We swear we saw this
For the fourth cycle of Shimmer’s exhibition program Sequins, Bik Van der Pol made a new work. We Swear We Saw This (in deference to Michael Taussig) is questioning the working of memory - of the individual as well as of the institution. With wallpaper print, teleprompter, model, carton boxes.
At Shimmer one can see a large scale wallpaper image of The Bookshop Piece installed at Boijmans van Beuningen Museum in 1996. It shows someone walking past the back side of the work that looks like a box. The right side of the image is black due to a technical mistake of the photographer. But we see a small part of a drawing, supposedly, as the artists remembered, by Dutch architect Ad van der Steur, from the Boijmans van Beuningen Museum archive. It was installed right next to The Bookshop Piece at the time. The drawing was brought to the artists by the conservator of the print collection of the museum, and it accompanied The Bookshop Piece for three months.
Where is that drawing that Bik Van der Pol remember depicting a conservator sitting behind his desk, amidst his exhibition, showing how a museum may function if the desk is in the space, and the curator part of the show? Where is it? Does it really exist? Can we return to the memory of the institution, what traces are kept there? The drawing that must have returned into the archive after the installation was taken down, and could not be located for many years, now surfaced during Bik Van der Pol’s investigations in the archives of the museum.
At Shimmer one can see a large scale wallpaper image of The Bookshop Piece installed at Boijmans van Beuningen Museum in 1996. It shows someone walking past the back side of the work that looks like a box. The right side of the image is black due to a technical mistake of the photographer. But we see a small part of a drawing, supposedly, as the artists remembered, by Dutch architect Ad van der Steur, from the Boijmans van Beuningen Museum archive. It was installed right next to The Bookshop Piece at the time. The drawing was brought to the artists by the conservator of the print collection of the museum, and it accompanied The Bookshop Piece for three months.
Where is that drawing that Bik Van der Pol remember depicting a conservator sitting behind his desk, amidst his exhibition, showing how a museum may function if the desk is in the space, and the curator part of the show? Where is it? Does it really exist? Can we return to the memory of the institution, what traces are kept there? The drawing that must have returned into the archive after the installation was taken down, and could not be located for many years, now surfaced during Bik Van der Pol’s investigations in the archives of the museum.
We swear we saw this
But what was left of The Bookshop Piece in that archive other than in memory? For sure, dissemination of knowledge is carried through, in the minds and bodies, in the traces of the more than 4000 books (every book was stamped) on private bookshelves and in public and university libraries worldwide, as well as digital traces in texts and images referencing this project. Other than that there are not many traces left of this work in the archives of the museum, nor of any of the other time-based projects that happened in the '90s. A few documentation images, a bit of information, that’s all. What is the responsibility of a museum with regards to preserving their own exhibition history? What is the value of a collection that is also the fabric of society? Departing from The Bookshop Piece as a site that brings audiences together and circulating knowledge through their active participation, Bik Van der Pol organised a drawing workshop and a conversation with Mariana Françozo and Merijn de Waal on loss of objects and what loss might mean for a shared understanding of collective histories and stories.They also dispersed the project as an insert in 4000 copies of Metropolis M magazine. The insert enters into the rhythm of circulation, keeping the exhibition continuously open and alive in memory and collective ownership.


_Work to complete_. Scan the entries below. List each line with "ffffff".

** Data for analysis follows **

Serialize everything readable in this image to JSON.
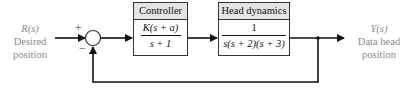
{
  "input": {
    "symbol": "R(s)",
    "line1": "Desired",
    "line2": "position"
  },
  "output": {
    "symbol": "Y(s)",
    "line1": "Data head",
    "line2": "position"
  },
  "summing_junction": {
    "plus_sign": "+",
    "minus_sign": "−"
  },
  "blocks": [
    {
      "title": "Controller",
      "numerator": "K(s + a)",
      "denominator": "s + 1"
    },
    {
      "title": "Head dynamics",
      "numerator": "1",
      "denominator": "s(s + 2)(s + 3)"
    }
  ],
  "colors": {
    "line": "#111111",
    "label": "#8a8a8a",
    "header_bg": "#e4e4e4"
  }
}
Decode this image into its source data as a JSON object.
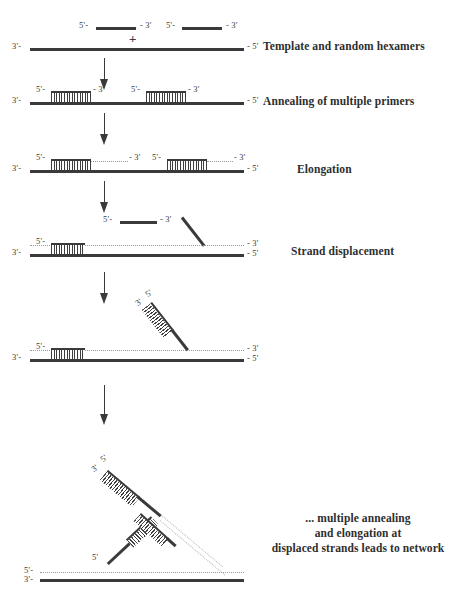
{
  "diagram": {
    "title": "Multiple displacement amplification",
    "colors": {
      "strand": "#3a3a3a",
      "dotted": "#9a9a9a",
      "text": "#2e2e2e",
      "background": "#ffffff"
    },
    "labels": {
      "five_prime_left": "5'-",
      "three_prime_right": "- 3'",
      "three_prime_left": "3'-",
      "five_prime_right": "- 5'",
      "five_prime_plain": "5'",
      "three_prime_plain": "3'",
      "plus": "+"
    },
    "stages": [
      {
        "id": "stage-1",
        "caption": "Template and random hexamers",
        "description": "Two free random hexamer primers above a long single-stranded template, joined by a plus sign.",
        "primers": 2,
        "template_labels": {
          "left": "3'-",
          "right": "- 5'"
        }
      },
      {
        "id": "stage-2",
        "caption": "Annealing of multiple primers",
        "description": "Two hexamers annealed as short hatched duplexes on the template.",
        "annealed_primers": 2
      },
      {
        "id": "stage-3",
        "caption": "Elongation",
        "description": "Annealed primers extended; dotted lines show newly synthesised DNA reaching the - 3' ends.",
        "annealed_primers": 2
      },
      {
        "id": "stage-4",
        "caption": "Strand displacement",
        "description": "A downstream strand is displaced by the polymerase; a free primer and a diagonal displaced strand appear above the template.",
        "annealed_primers": 1,
        "displaced_strands": 1
      },
      {
        "id": "stage-5",
        "caption": "",
        "description": "The displaced strand, now a primed hatched duplex, lifts away from the template.",
        "annealed_primers": 1,
        "displaced_strands": 1
      },
      {
        "id": "stage-6",
        "caption": "... multiple annealing\nand elongation at\ndisplaced strands leads to network",
        "caption_lines": [
          "... multiple annealing",
          "and elongation at",
          "displaced strands leads to network"
        ],
        "description": "Branched network: displaced strands are themselves primed and elongated, producing a hyper-branched structure above the template.",
        "branches": 3
      }
    ],
    "arrows": [
      {
        "id": "arrow-1",
        "from": "stage-1",
        "to": "stage-2"
      },
      {
        "id": "arrow-2",
        "from": "stage-2",
        "to": "stage-3"
      },
      {
        "id": "arrow-3",
        "from": "stage-3",
        "to": "stage-4"
      },
      {
        "id": "arrow-4",
        "from": "stage-4",
        "to": "stage-5"
      },
      {
        "id": "arrow-5",
        "from": "stage-5",
        "to": "stage-6"
      }
    ]
  }
}
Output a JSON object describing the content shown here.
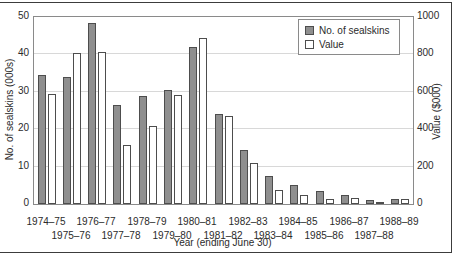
{
  "figure": {
    "background": "#ffffff",
    "frame_color": "#3c3c3c",
    "plot_border_color": "#8a8a8a",
    "gridline_color": "#d8d8d8"
  },
  "chart_data": {
    "type": "bar",
    "title": "",
    "xlabel": "Year (ending June 30)",
    "grid": true,
    "categories": [
      "1974–75",
      "1975–76",
      "1976–77",
      "1977–78",
      "1978–79",
      "1979–80",
      "1980–81",
      "1981–82",
      "1982–83",
      "1983–84",
      "1984–85",
      "1985–86",
      "1986–87",
      "1987–88",
      "1988–89"
    ],
    "series": [
      {
        "name": "No. of sealskins",
        "axis": "left",
        "fill": "#8f8f8f",
        "border": "#4d4d4d",
        "values": [
          34.5,
          34,
          48.5,
          26.5,
          29,
          30.5,
          42,
          24,
          14.5,
          7.5,
          5,
          3.5,
          2.3,
          1,
          1.3
        ]
      },
      {
        "name": "Value",
        "axis": "right",
        "fill": "#ffffff",
        "border": "#4d4d4d",
        "values": [
          590,
          805,
          815,
          315,
          415,
          585,
          890,
          470,
          220,
          75,
          48,
          25,
          30,
          12,
          28
        ]
      }
    ],
    "left_axis": {
      "label": "No. of sealskins (000s)",
      "min": 0,
      "max": 50,
      "ticks": [
        0,
        10,
        20,
        30,
        40,
        50
      ]
    },
    "right_axis": {
      "label": "Value ($000)",
      "min": 0,
      "max": 1000,
      "ticks": [
        0,
        200,
        400,
        600,
        800,
        1000
      ]
    },
    "legend": {
      "position": "top-right",
      "entries": [
        "No. of sealskins",
        "Value"
      ]
    }
  }
}
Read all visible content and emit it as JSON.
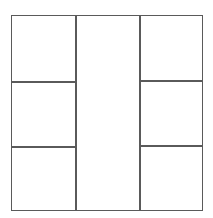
{
  "diagram": {
    "type": "grid-layout",
    "stroke_color": "#5a5a5a",
    "background_color": "#ffffff",
    "columns": [
      {
        "name": "left",
        "cells": 3
      },
      {
        "name": "center",
        "cells": 1
      },
      {
        "name": "right",
        "cells": 3
      }
    ],
    "cells": [
      {
        "id": "left-top",
        "label": ""
      },
      {
        "id": "left-middle",
        "label": ""
      },
      {
        "id": "left-bottom",
        "label": ""
      },
      {
        "id": "center",
        "label": ""
      },
      {
        "id": "right-top",
        "label": ""
      },
      {
        "id": "right-middle",
        "label": ""
      },
      {
        "id": "right-bottom",
        "label": ""
      }
    ]
  }
}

** End of Data for analysis **

_Your response_.
      "background": "#ffffff"
    "background": "#ffffff",
        "fill": "#ffffff",
    "background_color": "#ffffff",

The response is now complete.